Does it matter who is right? Yes. If it is true that value is determined by
the available supply of commodities and the corresponding demand for them then
it is impossible to produce efficiently without a free market.

How else could we know what to charge for something? How could planners
know whether a pair of shoes is overpriced at £40 or under-priced? Will the
state-owned shops be left with unsold goods or facing shortages and queues of
frustrated shoppers? Will the price charged be sufficient to cover production
costs?

Marxism maintains that the intrinsic value of any commodity is given by the
amount of necessary labour time employed in its production. Of course, in a
capitalist market place commodities can be traded, according to circumstances,
at a price that is above or below their labour value but they will tend to
oscillate around this level.

It stands to reason that if a commodity is sold at a price significantly
below its value for a prolonged time the producer will go bust as he/she will
not be able to meet the costs of paying wages to obtain the labour necessary
for production.

According to the labour theory of value then we can calculate a value, or
price, to commodities according to the costs of production. This can be
measured just as capitalist firms already do. Planning decisions can then be
made democratically in the light of accurate information about the costs of
producing different commodities.

Nationalised industries

IN 1979 many of Britain’s biggest industries, especially power and
infrastructure, were publicly owned ‘nationalised industries’. The Thatcherite
Tory government set about privatising them, arguing that nationalisation
caused inefficiency because no-one had a personal interest in the
profitability of the firm.

British Gas and British Telecom were two of the first high-profile
privatisations, culminating with British Rail. Blair’s New Labour government
has continued the trend, privatising schools, hospitals and the infrastructure
of London Underground.

The first and most obvious point to make is that privatisation has caused
some spectacular failures, nowhere more tragically than on the mainline
railways. This in spite of government subsidies to the private rail industry,
which are up to ten times higher than those given to the old, nationalised
British Rail.

But neither BR nor any of the old nationalised industries in Britain were a
model for a planned economy. Many, like British Leyland, did perform badly
(though they’ve hardly triumphed in the private sector either). Principally
the problem lay in the structure of these nationalised firms as
government-owned capitalist businesses.

Decisions on production, wages and employment were made by a board of
directors in order to compete with a much larger private sector in domestic
and world markets. The demand was often raised in the pages of Militant (now
the socialist newspaper) for the nationalised industries to be run by elected
boards made up equally of delegates from the firm’s workforce, the trade union
movement as a whole, and the government. This would have allowed real workers’
control over publicly owned industry.

Even then, nationalised firms and other forms of non-profit making
enterprises such as co-operatives, will never be able to flourish if forced to
play by the rules of a capitalist market. Failure to maximise profit for the
individual firm will mean losing market share and investment funds.
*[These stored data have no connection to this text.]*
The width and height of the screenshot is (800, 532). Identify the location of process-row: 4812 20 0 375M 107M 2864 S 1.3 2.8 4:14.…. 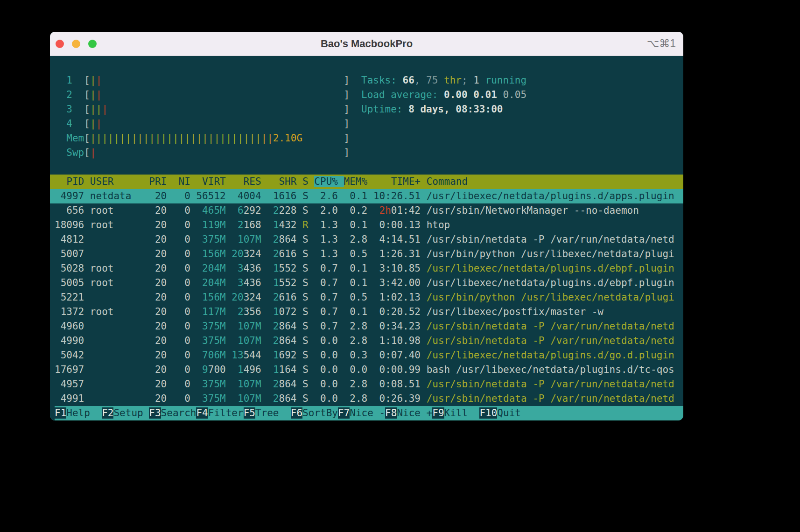
(367, 240).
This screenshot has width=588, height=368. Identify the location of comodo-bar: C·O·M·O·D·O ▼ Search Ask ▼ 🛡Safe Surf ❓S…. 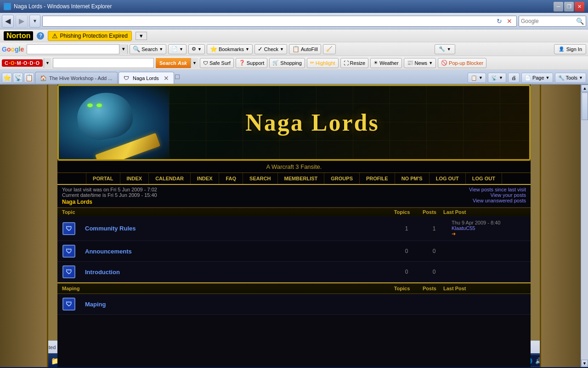
(294, 63).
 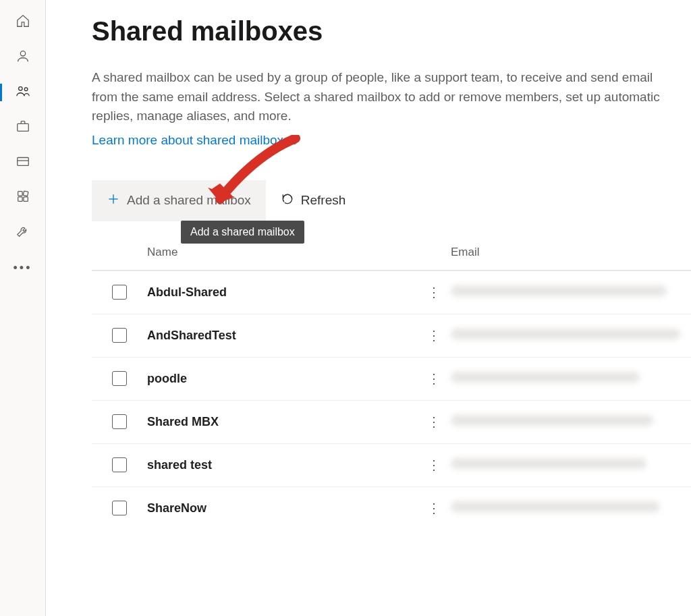 I want to click on toolbar: Add a shared mailbox Refresh Add a share…, so click(x=391, y=201).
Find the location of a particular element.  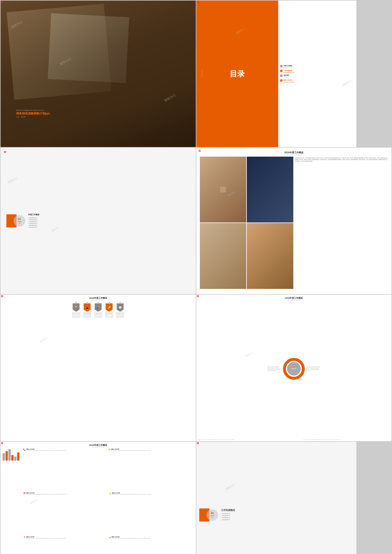

slide7-info-desc-5: Please select text click and relevant he… is located at coordinates (46, 539).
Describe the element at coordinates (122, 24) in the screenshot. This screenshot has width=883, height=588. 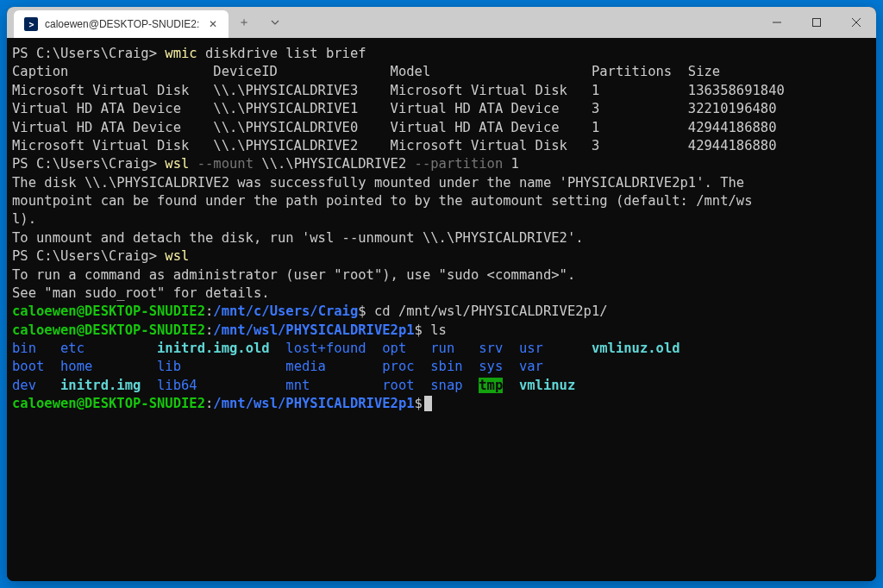
I see `tab-title: caloewen@DESKTOP-SNUDIE2:` at that location.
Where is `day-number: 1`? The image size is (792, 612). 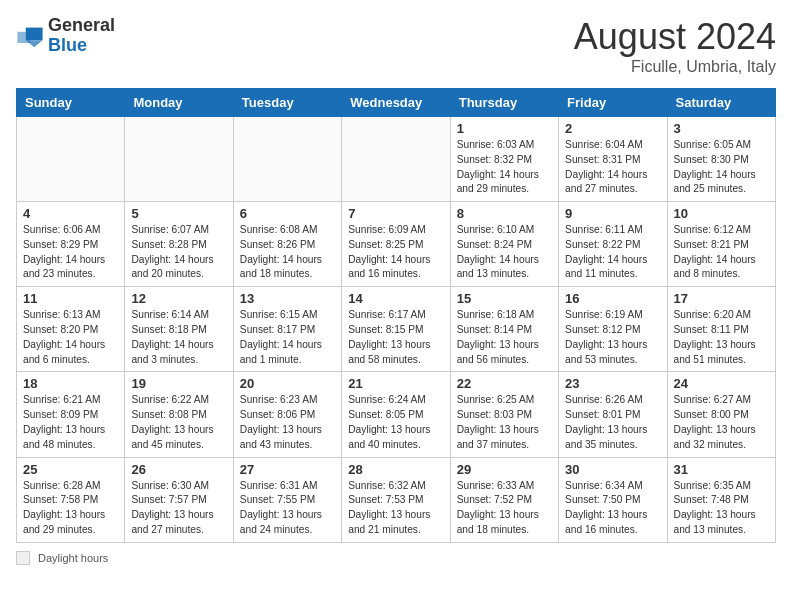 day-number: 1 is located at coordinates (504, 128).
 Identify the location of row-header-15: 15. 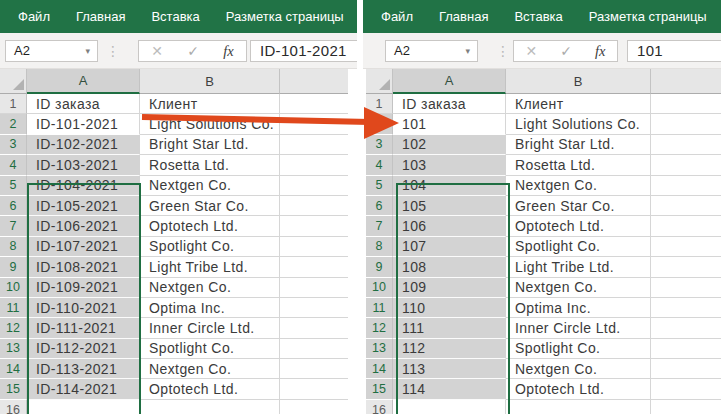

Only democratic planning and public ownership allows decisions to be made
on a co-ordinated basis in order to maximise production of what is needed for
all. Frederick Engels wrote in Socialism: Utopian and Scientific, that the
great accomplishment of capitalism was to take production out of the home
workshop and socialise it in the more productive form of mechanised,
specialist production.

The task of socialism, he wrote, is to socialise distribution. That is to
take the decisions about how to distribute production and profits out of the
hands of private firms. It is in this historic step forward that a democratic,
socialist, planned economy can begin to free humankind from poverty and
provide the opportunity for billions of people to develop their talents and
abilities beyond the ability to toil and survive.